Projects

Brief Description: Recent times have seen concentrated efforts on using malware behaviors for identifying previously unknown malware and sometimes, also describing the known malware. There however, are several challenges-There is a strong disconnect between researchers on what exactly constitutes a malware behavior? How to study these seemingly infinite number of “behaviors”? How do we benefit from such a study? And so on. The thesis attempts to answer some of these questions.

Brief Description: AV companies get thousands of suspicious android apps every day. They cannot have a human analyst go through each one of them. Also, most of the times, it turns out that hiding behind the curtain of obfuscation, it is essentially the same or some slight variation of previously known malware. This results in large amount of wasted time and resources. Thanks to DroidLegacy, they can weed out apps that share high code similarity (read “belong to same malware family”) as previously analyzed malware, leaving just the new and unseen malware samples for further analysis.

The VILO project is a fast and accurate classifier for binary executables. The primary use for such a tool is to perform familial classification of malware. Say you have a collection of malware that is already partitioned into families. Now, when you get a new unidentified malware, how do you figure out which family it belongs to? You use VILO!

The SysCallic project aims to further the state-of-the-art in dynamic malware analysis through application of concolic execution. Traditionally, dynamic malware analysis has been hindered by the single path problem, i.e., only one of a program’s possible paths is observed when it is executed. We’re overcoming that limitation by applying new techniques that allow the analyst to automatically cause the target program to execute over many or all of its possible paths!

Have you ever wanted to reuse some code you wrote before, but you now only have the binary? Or maybe someone else’s closed source software does exactly the thing you’re trying to do and you’d rather not have to reinvent the wheel. If those sound like familiar problems, then the In Situ Reuse of Logically Extracted Functional Components (ISROLEFC) may be just the thing you need to simplify your life!

Virusbattle is a web service that analyses malware and other binaries with a variety of advanced static and dynamic analyses. It was designed to be scalable and extendable, such that it can scale up to analyze millions of samples with a few or many different types of analysis. A new type of analysis can be added dynamically to extend Virusbattle’s capabilities.

FuncTracker is a system for discovering relationships between malware based on shared code. These relationships are determined based on shared semantics hash in order to efficiently handle today's very large scale of malware: millions of malware and terabytes of data.

Malware (worms, trojans, spyware, etc.) is metamorphic if it changes as it propagates. We are seeking to understand the theoretical basis of metamorphic malware, and the possibilities and limitations for catching them.

We have created a simple Perl-based package for computing the Normalized Compression Distance between two arbitrary files. A program also is available to create a CLUTO-compatible similarity matrix from a list of files.

Developed as part of an undergraduate project by Corey Fournier, the Dynamic Unpacker executes packed programs in a virtual environment and writes the in-memory image of the executable to disk after the program has unpacked itself.

DOC is a static analysis suite that detects obfuscations in executables, particularly procedure call and call-return obfuscations. It uses abstract interpretation (AI) to find instances where explicit call or call-return instructions are not used. A prototype is implemented as an Eclipse plugin for browsing X86 executables.

The C-Right project aims to develop tools to help find and evaluate overlaps and similarities in software, to develop quantitative, repeatable, and testable analyses in this area, and to advance techniques for visualizing and documenting the outcomes so that they are readily understood by legal expert and layman alike.

New malware, for the most part, is constructed from old malware. How has malware evolved to date, and what principles guide future evolution and its characteristics? Can we effectively reconstruct malware evolution histories and family trees, and classify and relate different instances of malware? Our malware evolution project examines these questions.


**Work to complete**
Reproduce precisely the lines of the listing below, starting with the line that contains "Localize each UI" and stopping after the line that contains "segment this screenshot: for"; include nothing else.

**Data to process**
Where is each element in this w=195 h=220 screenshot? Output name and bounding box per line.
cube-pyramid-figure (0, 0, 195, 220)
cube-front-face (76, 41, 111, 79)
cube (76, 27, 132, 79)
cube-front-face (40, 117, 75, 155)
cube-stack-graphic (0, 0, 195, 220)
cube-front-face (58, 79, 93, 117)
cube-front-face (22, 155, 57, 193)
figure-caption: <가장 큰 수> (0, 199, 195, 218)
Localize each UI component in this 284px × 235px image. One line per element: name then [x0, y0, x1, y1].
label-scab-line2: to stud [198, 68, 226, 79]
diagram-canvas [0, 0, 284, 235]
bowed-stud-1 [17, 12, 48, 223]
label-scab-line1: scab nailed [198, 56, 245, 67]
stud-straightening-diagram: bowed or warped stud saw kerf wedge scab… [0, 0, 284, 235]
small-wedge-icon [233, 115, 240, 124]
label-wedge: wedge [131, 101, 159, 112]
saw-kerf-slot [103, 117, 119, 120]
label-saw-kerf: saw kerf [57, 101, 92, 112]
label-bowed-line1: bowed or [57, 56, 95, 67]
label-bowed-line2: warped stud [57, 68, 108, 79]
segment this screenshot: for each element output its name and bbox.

* * *

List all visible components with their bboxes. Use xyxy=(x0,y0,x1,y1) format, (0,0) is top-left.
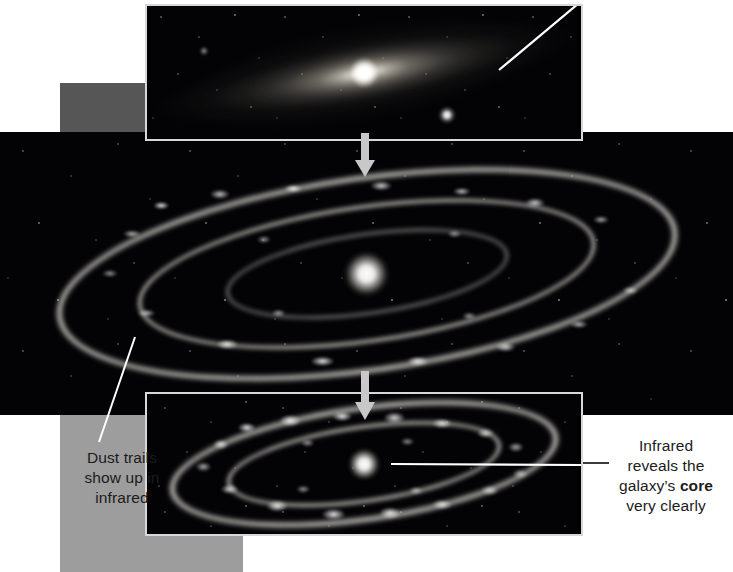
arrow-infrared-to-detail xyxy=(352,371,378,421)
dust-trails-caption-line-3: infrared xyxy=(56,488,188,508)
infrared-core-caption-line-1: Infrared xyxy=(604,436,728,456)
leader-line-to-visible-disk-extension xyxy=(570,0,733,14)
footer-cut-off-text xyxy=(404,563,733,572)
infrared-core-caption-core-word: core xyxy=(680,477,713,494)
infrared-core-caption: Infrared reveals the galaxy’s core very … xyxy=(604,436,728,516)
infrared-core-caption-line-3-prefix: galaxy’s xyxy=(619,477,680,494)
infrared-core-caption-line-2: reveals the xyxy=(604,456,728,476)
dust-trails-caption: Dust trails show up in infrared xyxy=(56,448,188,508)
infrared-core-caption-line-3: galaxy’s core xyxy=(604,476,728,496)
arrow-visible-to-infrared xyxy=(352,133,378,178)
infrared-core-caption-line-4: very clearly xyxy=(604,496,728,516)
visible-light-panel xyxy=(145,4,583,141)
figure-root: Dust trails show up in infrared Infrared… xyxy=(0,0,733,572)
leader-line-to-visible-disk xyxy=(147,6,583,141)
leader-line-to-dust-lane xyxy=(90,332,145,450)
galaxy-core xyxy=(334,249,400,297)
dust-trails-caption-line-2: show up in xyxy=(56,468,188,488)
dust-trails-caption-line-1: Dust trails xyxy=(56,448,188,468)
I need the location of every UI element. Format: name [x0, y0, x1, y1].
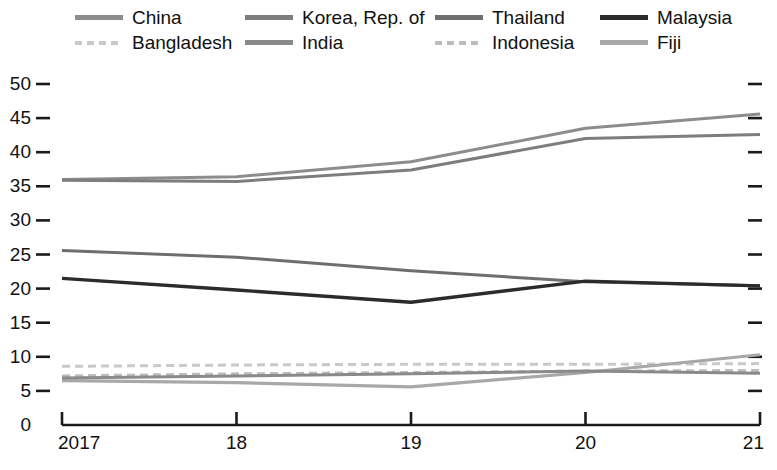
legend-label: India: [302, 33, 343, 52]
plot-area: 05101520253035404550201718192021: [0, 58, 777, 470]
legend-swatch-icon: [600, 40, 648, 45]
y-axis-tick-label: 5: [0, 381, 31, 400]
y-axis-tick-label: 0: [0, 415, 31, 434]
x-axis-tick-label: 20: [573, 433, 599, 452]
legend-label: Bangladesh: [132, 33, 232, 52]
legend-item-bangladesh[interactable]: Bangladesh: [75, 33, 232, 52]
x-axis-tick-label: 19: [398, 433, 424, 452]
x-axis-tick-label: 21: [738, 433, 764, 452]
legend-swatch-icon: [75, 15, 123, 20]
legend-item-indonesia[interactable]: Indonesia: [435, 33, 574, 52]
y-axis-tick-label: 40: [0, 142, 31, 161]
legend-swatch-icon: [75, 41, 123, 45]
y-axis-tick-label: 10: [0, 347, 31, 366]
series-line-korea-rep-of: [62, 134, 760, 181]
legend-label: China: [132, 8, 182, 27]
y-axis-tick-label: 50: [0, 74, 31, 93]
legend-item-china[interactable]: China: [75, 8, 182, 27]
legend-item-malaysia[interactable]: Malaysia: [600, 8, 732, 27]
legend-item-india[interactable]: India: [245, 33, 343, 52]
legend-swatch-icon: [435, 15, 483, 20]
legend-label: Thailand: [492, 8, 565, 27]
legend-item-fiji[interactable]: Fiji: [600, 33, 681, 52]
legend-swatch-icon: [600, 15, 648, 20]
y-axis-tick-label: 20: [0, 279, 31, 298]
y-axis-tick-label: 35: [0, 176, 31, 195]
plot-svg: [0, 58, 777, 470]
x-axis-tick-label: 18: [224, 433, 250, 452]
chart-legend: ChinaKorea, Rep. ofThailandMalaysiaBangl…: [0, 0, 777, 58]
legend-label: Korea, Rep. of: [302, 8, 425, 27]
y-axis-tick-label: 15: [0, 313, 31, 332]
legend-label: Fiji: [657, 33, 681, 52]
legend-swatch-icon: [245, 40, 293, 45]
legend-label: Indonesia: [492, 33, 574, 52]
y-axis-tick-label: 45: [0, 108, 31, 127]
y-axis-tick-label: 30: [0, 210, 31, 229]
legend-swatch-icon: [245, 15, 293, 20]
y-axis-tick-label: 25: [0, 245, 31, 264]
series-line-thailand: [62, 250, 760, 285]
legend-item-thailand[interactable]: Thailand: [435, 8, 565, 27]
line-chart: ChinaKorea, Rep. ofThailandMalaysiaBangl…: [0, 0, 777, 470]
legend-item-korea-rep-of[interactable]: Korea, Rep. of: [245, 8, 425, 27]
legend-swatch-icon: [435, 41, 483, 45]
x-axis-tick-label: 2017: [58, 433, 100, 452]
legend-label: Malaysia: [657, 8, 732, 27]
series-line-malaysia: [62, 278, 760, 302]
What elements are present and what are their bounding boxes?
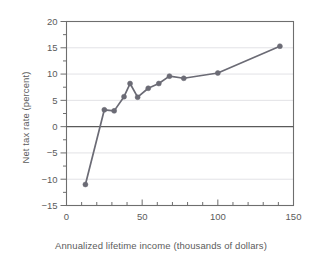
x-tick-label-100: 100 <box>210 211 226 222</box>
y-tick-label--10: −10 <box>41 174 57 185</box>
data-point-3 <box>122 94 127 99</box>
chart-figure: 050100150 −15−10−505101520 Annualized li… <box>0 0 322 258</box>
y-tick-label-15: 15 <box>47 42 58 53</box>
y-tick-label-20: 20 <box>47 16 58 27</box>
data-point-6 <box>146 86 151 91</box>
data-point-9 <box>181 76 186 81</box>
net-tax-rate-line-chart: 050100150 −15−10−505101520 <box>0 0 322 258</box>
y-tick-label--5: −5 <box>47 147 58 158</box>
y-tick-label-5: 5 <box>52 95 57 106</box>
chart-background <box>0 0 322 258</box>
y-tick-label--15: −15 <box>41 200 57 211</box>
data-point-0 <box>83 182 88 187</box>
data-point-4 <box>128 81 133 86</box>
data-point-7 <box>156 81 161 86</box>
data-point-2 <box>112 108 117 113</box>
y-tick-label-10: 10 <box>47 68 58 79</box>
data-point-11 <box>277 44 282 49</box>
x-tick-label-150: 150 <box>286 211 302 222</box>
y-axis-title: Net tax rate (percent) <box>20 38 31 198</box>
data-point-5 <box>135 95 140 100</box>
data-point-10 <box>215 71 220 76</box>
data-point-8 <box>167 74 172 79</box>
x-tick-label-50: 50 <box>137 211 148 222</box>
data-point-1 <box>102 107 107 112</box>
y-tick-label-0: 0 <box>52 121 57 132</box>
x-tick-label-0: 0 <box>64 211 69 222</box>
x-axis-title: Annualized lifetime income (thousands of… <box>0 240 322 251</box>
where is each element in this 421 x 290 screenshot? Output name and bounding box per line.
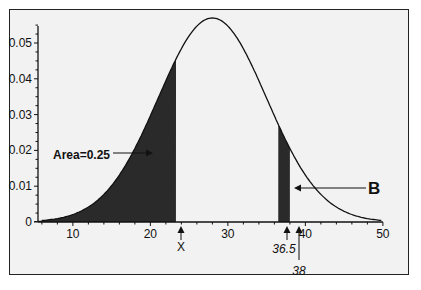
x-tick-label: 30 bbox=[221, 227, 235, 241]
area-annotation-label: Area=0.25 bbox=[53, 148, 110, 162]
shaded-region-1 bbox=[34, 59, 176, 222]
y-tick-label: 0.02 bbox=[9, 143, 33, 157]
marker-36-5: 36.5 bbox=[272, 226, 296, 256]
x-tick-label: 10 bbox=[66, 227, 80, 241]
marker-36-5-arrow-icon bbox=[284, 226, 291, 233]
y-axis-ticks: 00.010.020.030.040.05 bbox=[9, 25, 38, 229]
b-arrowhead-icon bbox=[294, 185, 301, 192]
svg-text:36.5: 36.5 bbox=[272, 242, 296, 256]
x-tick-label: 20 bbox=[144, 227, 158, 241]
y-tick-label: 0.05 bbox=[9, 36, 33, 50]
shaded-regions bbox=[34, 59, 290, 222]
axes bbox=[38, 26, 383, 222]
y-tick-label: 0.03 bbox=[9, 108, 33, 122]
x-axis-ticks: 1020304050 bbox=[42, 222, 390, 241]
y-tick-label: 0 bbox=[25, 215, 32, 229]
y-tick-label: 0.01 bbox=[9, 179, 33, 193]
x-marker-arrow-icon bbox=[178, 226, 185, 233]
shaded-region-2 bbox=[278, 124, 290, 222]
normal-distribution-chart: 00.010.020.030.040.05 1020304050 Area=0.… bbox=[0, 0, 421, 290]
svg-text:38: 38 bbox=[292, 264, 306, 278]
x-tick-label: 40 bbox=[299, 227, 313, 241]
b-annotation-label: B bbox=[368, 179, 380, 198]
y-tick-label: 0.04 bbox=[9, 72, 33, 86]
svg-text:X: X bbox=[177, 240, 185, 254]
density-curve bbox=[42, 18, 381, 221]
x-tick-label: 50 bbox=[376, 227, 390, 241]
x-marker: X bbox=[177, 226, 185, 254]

--

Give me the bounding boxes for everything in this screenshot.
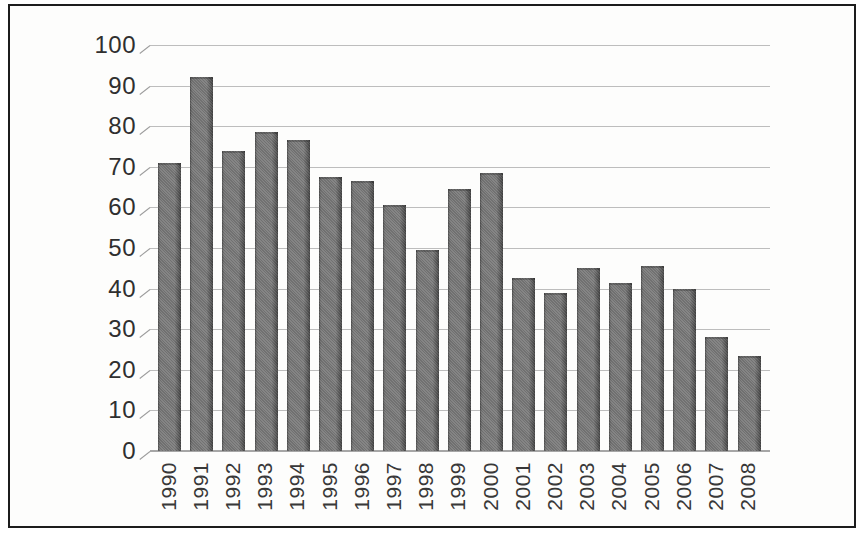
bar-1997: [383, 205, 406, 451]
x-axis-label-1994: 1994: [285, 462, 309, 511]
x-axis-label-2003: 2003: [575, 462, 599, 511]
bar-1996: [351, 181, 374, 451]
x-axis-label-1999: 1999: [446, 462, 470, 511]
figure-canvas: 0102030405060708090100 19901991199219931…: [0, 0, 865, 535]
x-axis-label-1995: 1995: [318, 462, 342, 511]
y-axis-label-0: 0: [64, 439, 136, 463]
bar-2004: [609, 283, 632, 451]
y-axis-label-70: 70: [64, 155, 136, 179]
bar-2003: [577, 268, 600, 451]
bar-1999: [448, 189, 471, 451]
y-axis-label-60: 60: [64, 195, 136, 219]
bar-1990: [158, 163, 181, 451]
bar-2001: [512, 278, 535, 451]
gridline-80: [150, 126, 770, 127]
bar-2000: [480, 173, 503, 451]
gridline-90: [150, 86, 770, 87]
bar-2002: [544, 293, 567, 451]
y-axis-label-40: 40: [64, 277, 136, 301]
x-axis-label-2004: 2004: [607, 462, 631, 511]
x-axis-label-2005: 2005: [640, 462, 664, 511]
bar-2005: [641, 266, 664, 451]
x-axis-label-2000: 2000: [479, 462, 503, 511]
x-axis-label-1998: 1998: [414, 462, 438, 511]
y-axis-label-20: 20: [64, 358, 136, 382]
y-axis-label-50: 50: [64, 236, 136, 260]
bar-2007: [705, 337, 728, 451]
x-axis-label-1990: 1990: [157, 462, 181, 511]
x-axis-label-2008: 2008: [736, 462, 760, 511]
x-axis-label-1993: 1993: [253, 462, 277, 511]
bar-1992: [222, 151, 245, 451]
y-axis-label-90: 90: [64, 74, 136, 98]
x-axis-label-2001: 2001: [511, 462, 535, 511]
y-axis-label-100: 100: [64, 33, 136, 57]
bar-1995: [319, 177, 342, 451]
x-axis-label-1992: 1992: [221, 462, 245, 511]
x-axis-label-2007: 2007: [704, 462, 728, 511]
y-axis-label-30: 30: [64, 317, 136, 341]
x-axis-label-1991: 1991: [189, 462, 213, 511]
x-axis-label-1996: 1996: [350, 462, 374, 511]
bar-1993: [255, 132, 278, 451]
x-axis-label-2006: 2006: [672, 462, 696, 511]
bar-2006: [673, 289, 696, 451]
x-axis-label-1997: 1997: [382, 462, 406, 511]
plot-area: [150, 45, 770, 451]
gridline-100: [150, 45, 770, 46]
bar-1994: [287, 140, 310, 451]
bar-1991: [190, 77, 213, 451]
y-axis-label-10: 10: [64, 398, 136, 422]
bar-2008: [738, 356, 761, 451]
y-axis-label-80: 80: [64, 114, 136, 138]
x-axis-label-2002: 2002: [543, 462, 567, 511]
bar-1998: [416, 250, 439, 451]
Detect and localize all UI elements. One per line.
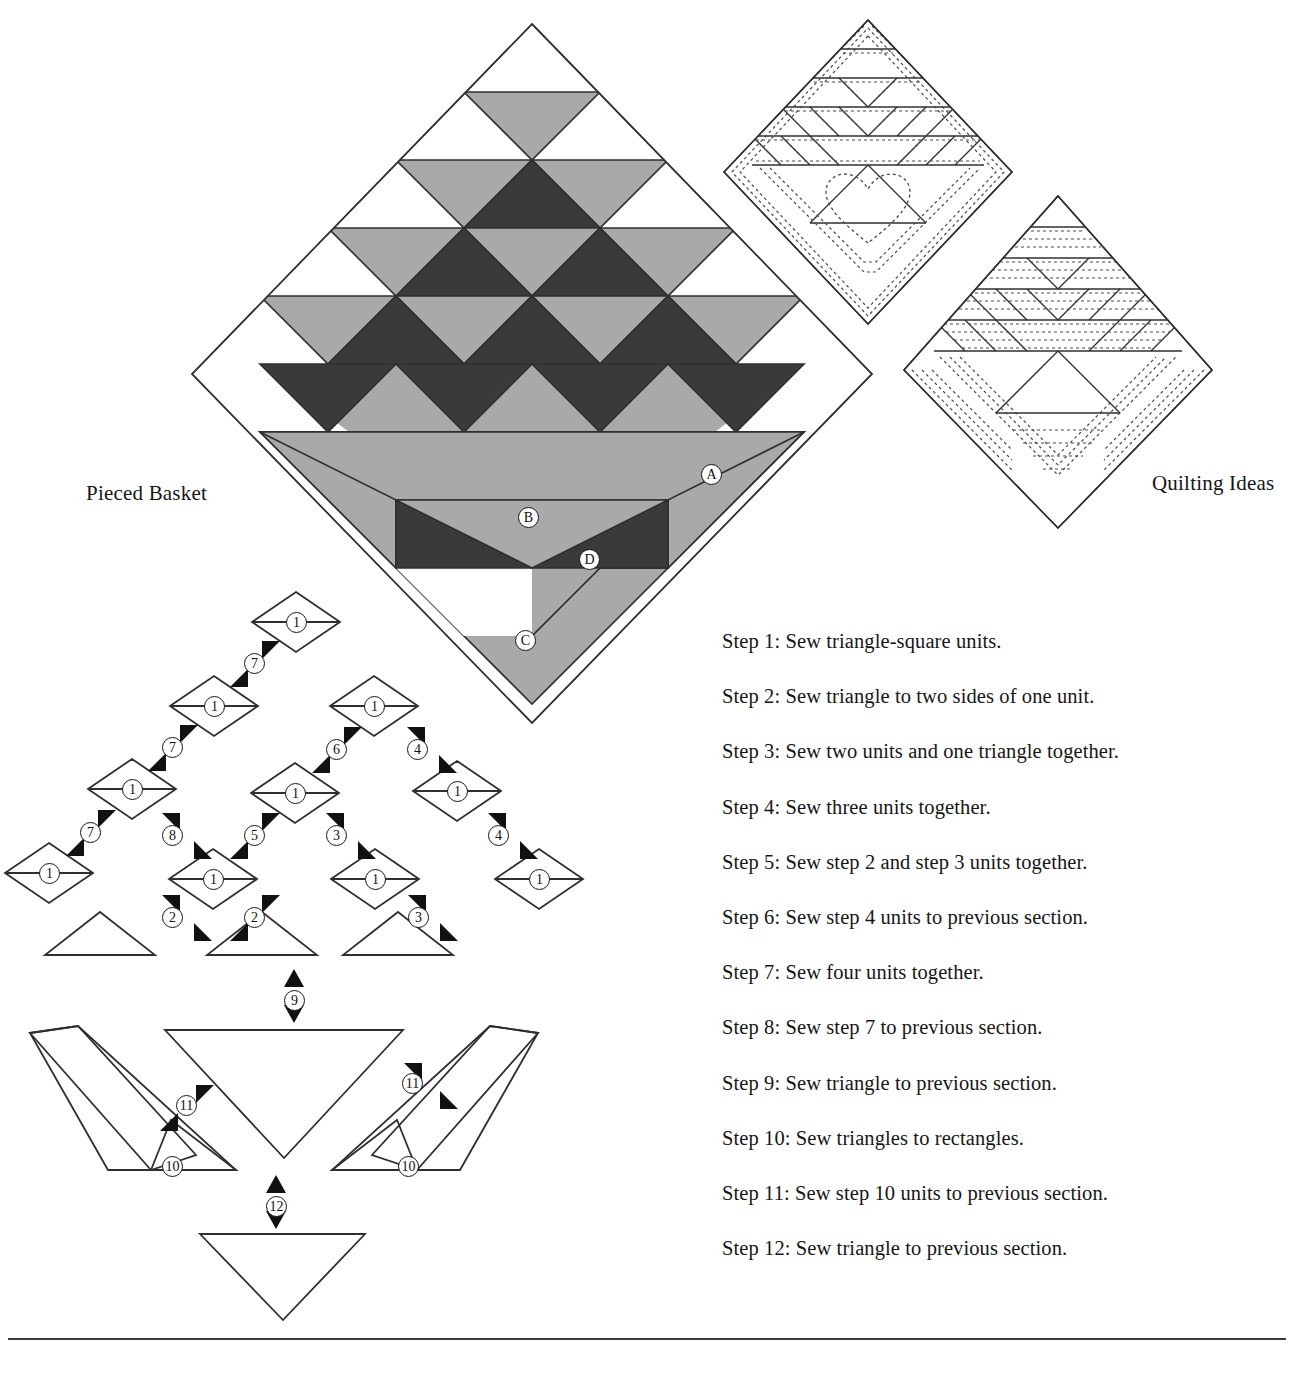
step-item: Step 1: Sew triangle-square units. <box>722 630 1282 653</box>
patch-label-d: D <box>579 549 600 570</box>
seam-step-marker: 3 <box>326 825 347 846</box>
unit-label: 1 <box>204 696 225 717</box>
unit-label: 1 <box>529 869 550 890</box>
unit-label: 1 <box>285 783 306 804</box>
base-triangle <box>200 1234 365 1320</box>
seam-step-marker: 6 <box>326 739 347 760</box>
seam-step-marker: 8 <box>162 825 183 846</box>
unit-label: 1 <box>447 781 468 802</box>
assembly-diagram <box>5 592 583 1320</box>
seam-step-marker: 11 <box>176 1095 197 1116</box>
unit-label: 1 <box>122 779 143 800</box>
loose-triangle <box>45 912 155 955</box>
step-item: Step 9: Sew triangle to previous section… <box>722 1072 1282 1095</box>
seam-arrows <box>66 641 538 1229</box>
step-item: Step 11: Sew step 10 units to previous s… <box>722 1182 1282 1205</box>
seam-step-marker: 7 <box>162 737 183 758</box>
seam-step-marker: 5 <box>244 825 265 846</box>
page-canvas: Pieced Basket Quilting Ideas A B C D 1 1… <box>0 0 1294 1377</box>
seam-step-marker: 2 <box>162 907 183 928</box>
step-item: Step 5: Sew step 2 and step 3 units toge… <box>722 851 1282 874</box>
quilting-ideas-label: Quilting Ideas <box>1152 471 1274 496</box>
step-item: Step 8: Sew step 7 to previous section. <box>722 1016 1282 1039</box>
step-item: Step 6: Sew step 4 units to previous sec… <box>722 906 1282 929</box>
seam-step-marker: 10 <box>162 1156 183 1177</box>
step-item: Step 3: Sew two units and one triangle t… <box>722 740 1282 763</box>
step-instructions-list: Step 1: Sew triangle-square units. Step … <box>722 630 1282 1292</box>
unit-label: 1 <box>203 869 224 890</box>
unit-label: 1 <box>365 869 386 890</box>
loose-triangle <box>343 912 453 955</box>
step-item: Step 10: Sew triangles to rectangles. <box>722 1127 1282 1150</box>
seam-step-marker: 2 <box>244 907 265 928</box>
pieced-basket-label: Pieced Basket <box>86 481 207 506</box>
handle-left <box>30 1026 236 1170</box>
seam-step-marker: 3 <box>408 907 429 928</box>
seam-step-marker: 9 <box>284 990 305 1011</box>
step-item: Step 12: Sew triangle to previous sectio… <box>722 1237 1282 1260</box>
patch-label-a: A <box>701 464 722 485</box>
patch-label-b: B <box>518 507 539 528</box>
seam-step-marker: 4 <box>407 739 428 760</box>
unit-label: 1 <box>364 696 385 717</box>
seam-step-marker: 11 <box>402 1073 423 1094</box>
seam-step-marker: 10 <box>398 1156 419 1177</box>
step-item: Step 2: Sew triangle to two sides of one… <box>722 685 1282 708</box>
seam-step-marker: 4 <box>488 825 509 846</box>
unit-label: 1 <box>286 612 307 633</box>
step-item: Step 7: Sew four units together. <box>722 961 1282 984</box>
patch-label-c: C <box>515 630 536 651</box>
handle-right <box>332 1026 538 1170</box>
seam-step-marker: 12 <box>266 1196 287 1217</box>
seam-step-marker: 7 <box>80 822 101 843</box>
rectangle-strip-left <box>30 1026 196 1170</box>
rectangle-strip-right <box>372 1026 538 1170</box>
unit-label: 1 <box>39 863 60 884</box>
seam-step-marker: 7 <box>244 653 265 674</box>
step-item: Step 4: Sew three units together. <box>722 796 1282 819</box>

**Solution below**
Localize each UI component in this 284px × 235px image. One line per element: name then [x0, y0, x1, y1].
label-scab-line2: to stud [198, 68, 226, 79]
diagram-canvas [0, 0, 284, 235]
bowed-stud-1 [17, 12, 48, 223]
label-scab-line1: scab nailed [198, 56, 245, 67]
stud-straightening-diagram: bowed or warped stud saw kerf wedge scab… [0, 0, 284, 235]
small-wedge-icon [233, 115, 240, 124]
label-wedge: wedge [131, 101, 159, 112]
saw-kerf-slot [103, 117, 119, 120]
label-saw-kerf: saw kerf [57, 101, 92, 112]
label-bowed-line1: bowed or [57, 56, 95, 67]
label-bowed-line2: warped stud [57, 68, 108, 79]
segment this screenshot: for each element output its name and bbox.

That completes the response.